Economics Correspondent

Hopes that interest rates will fall in the US later this month received a setback yesterday from stronger-than-expected figures for manufacturing orders.

The disappointment held Wall Street back from setting a new record after its 63-point surge to 5,600.15 on Monday, but economists said there was still a chance that the Federal Reserve would reduce rates after its 26 March meeting. Figures for February employment, due on Friday, are likely to be decisive.

The Dow Jones index, which last week hit a high of 5,630.49, was four points lower at midday yesterday, having retraced an opening jump. Shares in London ended subdued after a buoyant start which took the FT-SE 100 index to a intra-day record of 3,792.5, although most analysts still firmly expect a cut in UK interest rates at the end of this week.

The FT-SE 100 index finished the day nearly nine points higher at 3777.1, just four points shy of its closing all-time high. Gilts fell slightly, following the lead of US Treasuries.

Germany's Bundesbank is also expected to ease policy, with 28 March seen as the most likely date. Shares in Frankfurt ended lower yesterday.

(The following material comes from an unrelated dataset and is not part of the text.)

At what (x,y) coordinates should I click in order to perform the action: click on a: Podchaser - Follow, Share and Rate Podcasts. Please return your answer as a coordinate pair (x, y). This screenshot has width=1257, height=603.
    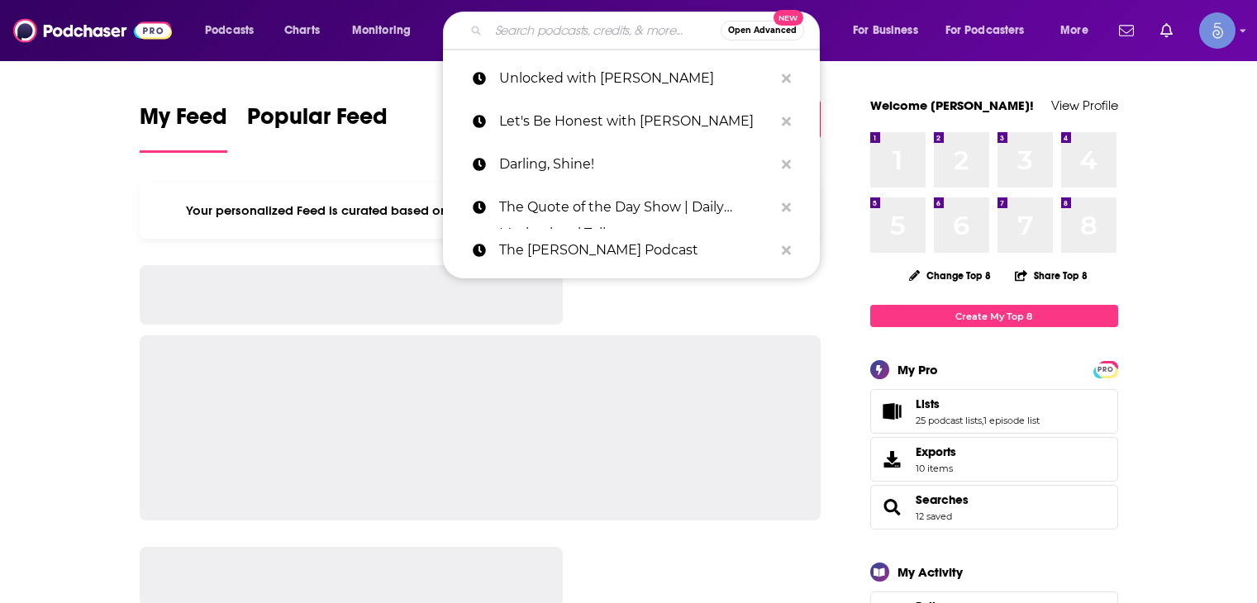
    Looking at the image, I should click on (93, 31).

The culprit behind yesterday's volatility in the markets was an unexpected increase in US factory orders and orders for durable goods in January. Most economists had expected them to fall as a result of the blizzards that month.

Brian Fabbri, economist at the investment bank Paribas in New York, said: "The expectations were more affected by the weather than the figures turned out to be." He said on balance it still looked like the economy was uncomfortably weak in the first quarter of the year. New orders for factory goods rose 0. 5 per cent in January, their fourth increase in six months.